Years later came an unexpected echo to the Field episode. After the publication of the Second Book of Verse, the manuscript was returned to Field, who had it bound in half leather and placed it in his library. Upon his death many of his books went by bequest to his life-long friend, Horace Fletcher, the genial philosopher and famous apostle of dietetics. When Fletcher died, he bequeathed Field’s personal volumes to me. By this curious chain of circumstances, thirty-three years after I had seen the manuscript spread out upon the table at the University Press, it came into my possession, bearing the identical memoranda of instruction made upon it by John Wilson, whose large, flowing hand contrasted sharply with the small, copper-plate characters of the author’s handwriting.

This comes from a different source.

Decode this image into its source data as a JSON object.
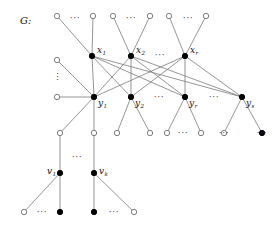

Autograph Verse in Eugene Field’s Own Copy of Trumpet and Drum
The present generation of booklovers would think themselves transported back ages rather than decades were they to glance into a great book-printing office of thirty-five years ago. The old University Press at that time acknowledged competition only from the Riverside and the De Vinne Presses, and conditions that obtained there were typical of the times. The business office was called the “counting-room”; the bookkeeper and the head-clerk were perched up on stools at high, sloping desks, and wore long, linen dusters and black skull caps. John Wilson sat at a low table desk, and his partner, who was the financial executive, was the proud possessor of the only roll-top desk in the establishment. Near him, perhaps because of its value as a novelty and thus entitled to the same super-care as the cash, was installed the telephone. Most of the letters were written by Mr. Wilson in his own hand. One of my first responsibilities was to copy these letters on the wetted tissue pages of the copy-book with the turn-screw press.
JOHN WILSON IN 1891
Master-Printer
There was no particular system in effect, and scientific management was unknown. Mr. Wilson used to make out his orders on fragments of paper,—whatever came to hand. When the telephone was first installed he refused to use it, as he considered this method of conducting business as “sloppy” and even discourteous. To employ a stenographer would have been an evidence of a lazy disposition, and a dictated letter was an offence against dignity and decorum.